Quality Improvement
Electronic Health Record Use, Work Environments, and Patient Outcomes
Focusing on the work environment of nurses, this project will study the organizational conditions under which electronic health records function best in hospitals and their potential to improve the outcomes of medical-surgical patients.
Enhancing an EMR-Based Real-Time Sepsis Alert System Performance Through Machine Learning
This research took an existing sepsis-related clinical decision support (CDS) and developed, tested, implemented, and validated a knowledge-based artificial intelligence-enhanced sepsis CDS.
Surgical Risk Preoperative Assessment System
This project developed a patient-centric tool called the Surgical Risk Preoperative Assessment System to estimate the risk of adverse operative outcomes.
NLP to Improve Accuracy and Quality of Dictated Medical Documents
This project will study the impact of errors in medical documents on quality of care and develop innovative natural language processing methods to automatically detect errors so that physicians can correct the documents before finalizing them in the electronic health record.
Improving Anxiety Detection in Pediatrics Using Health Information Technology
This project integrated a validated anxiety-specific screening tool in an existing clinical decision support system and tested it with a randomized feasibility pilot that found the tool did not increase detection of anxiety in pediatric primary care.
Improving Accuracy of Electronic Notes Using a Faster, Simpler Approach
This project developed, implemented, and evaluated a voice-generated enhanced electronic note system and found that it did not improve the time to finalize notes or clinician satisfaction.
Patient-Centered Virtual Multimedia Interactive Informed Consent (VIC)
This project developed the Patient-Centered Virtual Multimedia Interactive Informed Consent tool and found that patients who used the tool had increased knowledge and higher satisfaction than control patients.
American Medical Informatics Association Health Policy Conference
The objectives of the 2015 and 2016 AMIA Policy Invitational meetings are to develop consensus recommendations on policy to improve health information technology for patient care, facilitate research, and manage the health of populations.
Coordinating Transitions: Health Information Technology Role in Improving Multiple Chronic Disease Outcomes
This study aimed to improve care transitions for low-income patients with multiple chronic conditions using health information exchange, and found significant reductions in inpatient and emergency department utilization.
Topic Refinement and Systematic Review for Health Information Exchange
This project conducted a large scale systematic review to synthesize existing evidence on health information exchange use and effectiveness.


Exercise instructions: A faithful copy of the entries, without any pictures, is what is needed here.

Provided entries:
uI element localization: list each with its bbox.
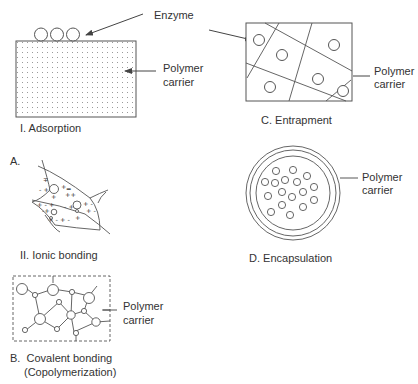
ionic-bonding-caption: II. Ionic bonding: [20, 249, 98, 262]
enzyme-circle: [67, 28, 80, 41]
entrapment-caption: C. Entrapment: [261, 114, 332, 127]
polymer-carrier-block: [16, 41, 136, 117]
adsorption-figure: [16, 14, 156, 117]
adsorption-caption: I. Adsorption: [20, 122, 81, 135]
svg-text:++: ++: [65, 191, 76, 199]
section-a-label: A.: [10, 155, 20, 168]
encapsulation-carrier-label-1: Polymer: [362, 171, 402, 184]
inner-membrane: [256, 156, 330, 230]
adsorption-carrier-label-2: carrier: [163, 76, 194, 89]
svg-text:+: +: [51, 193, 56, 201]
svg-text:-+: -+: [42, 207, 50, 215]
svg-text:- +: - +: [39, 186, 49, 194]
covalent-carrier-label-2: carrier: [123, 314, 154, 327]
entrapment-figure: [246, 23, 370, 101]
svg-text:∓: ∓: [43, 176, 48, 184]
immobilization-diagram: ∓ - + + = ++ + + - + -+ - + + - + - + + …: [0, 0, 418, 384]
svg-text:- +: - +: [64, 203, 74, 211]
encapsulation-caption: D. Encapsulation: [249, 252, 332, 265]
enzyme-circle: [51, 28, 64, 41]
covalent-carrier-label-1: Polymer: [123, 300, 163, 313]
enzyme-label: Enzyme: [154, 9, 194, 22]
svg-text:+ -: + -: [86, 207, 97, 215]
membrane-ring: [250, 150, 336, 236]
enzyme-circle: [35, 28, 48, 41]
covalent-caption-line2: (Copolymerization): [24, 366, 116, 379]
enzyme-arrow: [86, 14, 143, 35]
encapsulation-figure: [246, 146, 358, 240]
outer-membrane: [246, 146, 340, 240]
covalent-bonding-figure: [13, 276, 117, 341]
encapsulation-carrier-label-2: carrier: [362, 184, 393, 197]
entrapment-carrier-label-2: carrier: [374, 78, 405, 91]
svg-text:+ - + -: + - + -: [48, 216, 70, 224]
entrapment-carrier-label-1: Polymer: [374, 65, 414, 78]
adsorption-carrier-label-1: Polymer: [163, 62, 203, 75]
covalent-caption-line1: B. Covalent bonding: [10, 352, 112, 365]
svg-text:+: +: [75, 214, 80, 222]
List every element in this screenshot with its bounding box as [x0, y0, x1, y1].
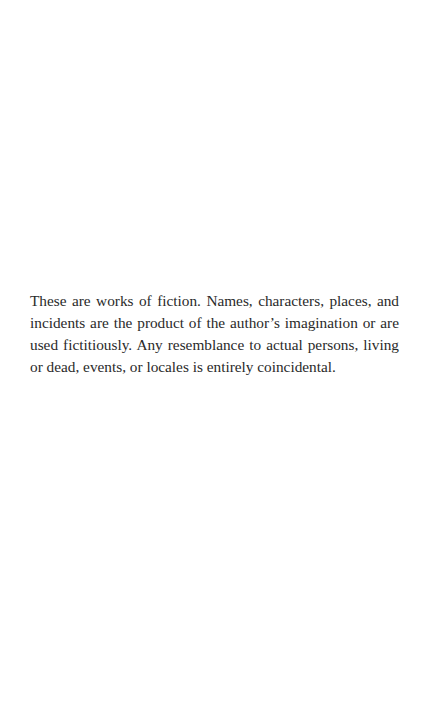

Result of the task:
uI element localization: list each with its bbox.
ionic-bonding-caption: II. Ionic bonding: [20, 249, 98, 262]
enzyme-circle: [67, 28, 80, 41]
entrapment-caption: C. Entrapment: [261, 114, 332, 127]
polymer-carrier-block: [16, 41, 136, 117]
adsorption-figure: [16, 14, 156, 117]
adsorption-caption: I. Adsorption: [20, 122, 81, 135]
svg-text:++: ++: [65, 191, 76, 199]
section-a-label: A.: [10, 155, 20, 168]
encapsulation-carrier-label-1: Polymer: [362, 171, 402, 184]
inner-membrane: [256, 156, 330, 230]
adsorption-carrier-label-2: carrier: [163, 76, 194, 89]
svg-text:+: +: [51, 193, 56, 201]
svg-text:-+: -+: [42, 207, 50, 215]
svg-text:- +: - +: [39, 186, 49, 194]
covalent-carrier-label-2: carrier: [123, 314, 154, 327]
entrapment-figure: [246, 23, 370, 101]
svg-text:∓: ∓: [43, 176, 48, 184]
immobilization-diagram: ∓ - + + = ++ + + - + -+ - + + - + - + + …: [0, 0, 418, 384]
svg-text:- +: - +: [64, 203, 74, 211]
encapsulation-caption: D. Encapsulation: [249, 252, 332, 265]
enzyme-circle: [51, 28, 64, 41]
covalent-carrier-label-1: Polymer: [123, 300, 163, 313]
enzyme-label: Enzyme: [154, 9, 194, 22]
svg-text:+ -: + -: [86, 207, 97, 215]
membrane-ring: [250, 150, 336, 236]
enzyme-circle: [35, 28, 48, 41]
covalent-caption-line2: (Copolymerization): [24, 366, 116, 379]
enzyme-arrow: [86, 14, 143, 35]
encapsulation-figure: [246, 146, 358, 240]
outer-membrane: [246, 146, 340, 240]
covalent-bonding-figure: [13, 276, 117, 341]
encapsulation-carrier-label-2: carrier: [362, 184, 393, 197]
entrapment-carrier-label-2: carrier: [374, 78, 405, 91]
svg-text:+ - + -: + - + -: [48, 216, 70, 224]
entrapment-carrier-label-1: Polymer: [374, 65, 414, 78]
adsorption-carrier-label-1: Polymer: [163, 62, 203, 75]
covalent-caption-line1: B. Covalent bonding: [10, 352, 112, 365]
svg-text:+: +: [75, 214, 80, 222]
List every element in this screenshot with its bounding box as [x0, y0, x1, y1].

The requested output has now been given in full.